Synopsis:
Faud Ramses (Robert Rusler) and his wife Louise (Caroline Williams), with the help of their daughter Penny (Sophie Monkton), run a retro American diner somewhere deep in suburban Paris. The business is struggling and in an attempt to make ends meet Fuad also works late shifts at a museum in the city. Long lonely nights, his failing restaurant and worsening health problems begin to play on Faud’s mind however, with alarming results. Who is the strange woman (Sadie Katz) who appears to him each night in the quiet corridors of the museum, and what is the terrible request she makes of the increasingly unhinged Faud? A request which will have horrifying repercussions for not only him, but also anyone who has the misfortune to cross his path.
It has to be said that German writer / director Marcel Walz’s Blood Feast (2016) – his reimagining of Herschell Gordon Lewis’ infamous 1963 gore classic – is way better than it should be. For, despite a non-dimensional plot – highlighted by threadbare dialogue and cringe enducingly bad jokes – some of the sickest gore you’ll ever likely see on the screen and characters who, for the most part, have few if any redeeming qualities, the resultant film is strangely fun to watch.
You may consider it sacrilege for a horror film fan to admit that they haven’t seen Lewis’ original gorefest, but there are, believe it or not, a few of us still around. This seems of little consequence however as the notoriety of the cult film is so well documented, that you almost feel you have watched it by osmosis. Also, where a film’s storyline and premise are clearly only be there as an excuse to connect one spectacularly bloody set-piece with the next, there seems little point in putting yourself through the ordeal of watching the whole thing – just go on youtube and view the best ‘cuts’.
As a result of this you may question the logic of this new film, particularly when it amounts – as Walz would likely admit – to little more than a rehash of the earlier version. One of the major problems with remaking films which are considered classics, is that whatever a filmmaker does, it will seldom equal or better the original. However the ineptitude of Lewis’ film – the atrocious acting and sloppy special-effects are apparently a large part of its appeal – means it should be relatively easy to improve upon. A factor which possibly plays in the new film’s favour.
Where Walz’s Blood Feast is concerned it’s probably safe to say his main aim was to have fun and, quite literally, try and up the gross factor from Lewis’ vision. In the 1963 film the effects are apparently so bad they’re laughable. Clearly though there has been a degree of advancement in this field in the interceding fifty odd years. Even so, much of what’s on show this time round will make the viewer cringe more from the thought of what is taking place than for how realistic it looks, even if a D.I.Y. castration scene which leaves nothing to the imagination is wincingly authentic. Everything else however – from a particularly rubbery looking extracted tongue, to a thoroughly nasty eye gouging opening sequence – is so over-the-top, that you’ll be torn between laughing and throwing up.
Which is the secret that, in the end, makes this new Blood Feast work. Aside from the bad acting, nerdy characters and gross-out effects, it manages to do what all good fright films do – namely leave you smiling. The best horror is like the most effective roller-coaster ride: it makes you feel uneasy in anticipation, slightly queasy whilst in the midst of the experience, but has you wanting to go through it all again the minute it’s over. All of which Walz’s film does brilliantly.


The response must contain the complete data, printed exactly.

Stored entries:
----------------------------------------

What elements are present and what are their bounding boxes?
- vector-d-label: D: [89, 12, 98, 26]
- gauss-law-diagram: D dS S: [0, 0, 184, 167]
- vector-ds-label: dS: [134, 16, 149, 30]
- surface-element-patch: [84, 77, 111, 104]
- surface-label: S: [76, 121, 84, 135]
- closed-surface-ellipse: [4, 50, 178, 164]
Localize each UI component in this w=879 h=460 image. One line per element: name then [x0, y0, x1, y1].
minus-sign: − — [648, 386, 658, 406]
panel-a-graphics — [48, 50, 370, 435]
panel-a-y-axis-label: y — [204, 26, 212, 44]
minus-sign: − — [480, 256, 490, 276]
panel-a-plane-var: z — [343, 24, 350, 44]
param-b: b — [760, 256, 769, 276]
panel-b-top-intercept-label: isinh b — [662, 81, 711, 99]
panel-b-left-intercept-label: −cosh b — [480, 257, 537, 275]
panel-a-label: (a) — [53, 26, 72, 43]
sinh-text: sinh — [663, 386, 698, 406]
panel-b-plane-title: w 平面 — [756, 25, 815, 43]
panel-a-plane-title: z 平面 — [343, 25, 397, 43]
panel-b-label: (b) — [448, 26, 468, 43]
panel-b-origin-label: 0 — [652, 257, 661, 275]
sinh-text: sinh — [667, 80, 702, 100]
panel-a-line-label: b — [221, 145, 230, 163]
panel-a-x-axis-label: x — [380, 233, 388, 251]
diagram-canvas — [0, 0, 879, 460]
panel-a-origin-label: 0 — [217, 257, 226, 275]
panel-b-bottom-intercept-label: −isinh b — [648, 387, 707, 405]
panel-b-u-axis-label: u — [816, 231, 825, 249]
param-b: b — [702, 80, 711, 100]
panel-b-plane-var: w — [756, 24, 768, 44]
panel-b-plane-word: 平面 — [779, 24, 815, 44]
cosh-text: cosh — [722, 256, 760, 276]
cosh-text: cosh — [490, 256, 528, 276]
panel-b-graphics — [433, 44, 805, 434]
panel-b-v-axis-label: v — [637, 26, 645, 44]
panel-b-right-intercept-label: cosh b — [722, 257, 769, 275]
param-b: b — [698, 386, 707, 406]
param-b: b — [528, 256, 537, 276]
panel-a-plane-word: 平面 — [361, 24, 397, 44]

----------------------------------------

**Result of this exercise**
What elements are present and what are their bounding boxes?
- vector-d-label: D: [89, 12, 98, 26]
- gauss-law-diagram: D dS S: [0, 0, 184, 167]
- vector-ds-label: dS: [134, 16, 149, 30]
- surface-element-patch: [84, 77, 111, 104]
- surface-label: S: [76, 121, 84, 135]
- closed-surface-ellipse: [4, 50, 178, 164]
Localize each UI component in this w=879 h=460 image. One line per element: name then [x0, y0, x1, y1].
minus-sign: − — [648, 386, 658, 406]
panel-a-graphics — [48, 50, 370, 435]
panel-a-y-axis-label: y — [204, 26, 212, 44]
minus-sign: − — [480, 256, 490, 276]
panel-a-plane-var: z — [343, 24, 350, 44]
param-b: b — [760, 256, 769, 276]
panel-b-top-intercept-label: isinh b — [662, 81, 711, 99]
panel-b-left-intercept-label: −cosh b — [480, 257, 537, 275]
panel-a-label: (a) — [53, 26, 72, 43]
sinh-text: sinh — [663, 386, 698, 406]
panel-b-plane-title: w 平面 — [756, 25, 815, 43]
panel-a-plane-title: z 平面 — [343, 25, 397, 43]
panel-b-label: (b) — [448, 26, 468, 43]
panel-b-origin-label: 0 — [652, 257, 661, 275]
sinh-text: sinh — [667, 80, 702, 100]
panel-a-line-label: b — [221, 145, 230, 163]
panel-a-x-axis-label: x — [380, 233, 388, 251]
diagram-canvas — [0, 0, 879, 460]
panel-a-origin-label: 0 — [217, 257, 226, 275]
panel-b-bottom-intercept-label: −isinh b — [648, 387, 707, 405]
panel-b-u-axis-label: u — [816, 231, 825, 249]
param-b: b — [702, 80, 711, 100]
panel-b-plane-var: w — [756, 24, 768, 44]
panel-b-plane-word: 平面 — [779, 24, 815, 44]
cosh-text: cosh — [722, 256, 760, 276]
cosh-text: cosh — [490, 256, 528, 276]
panel-b-graphics — [433, 44, 805, 434]
panel-b-v-axis-label: v — [637, 26, 645, 44]
panel-b-right-intercept-label: cosh b — [722, 257, 769, 275]
param-b: b — [698, 386, 707, 406]
param-b: b — [528, 256, 537, 276]
panel-a-plane-word: 平面 — [361, 24, 397, 44]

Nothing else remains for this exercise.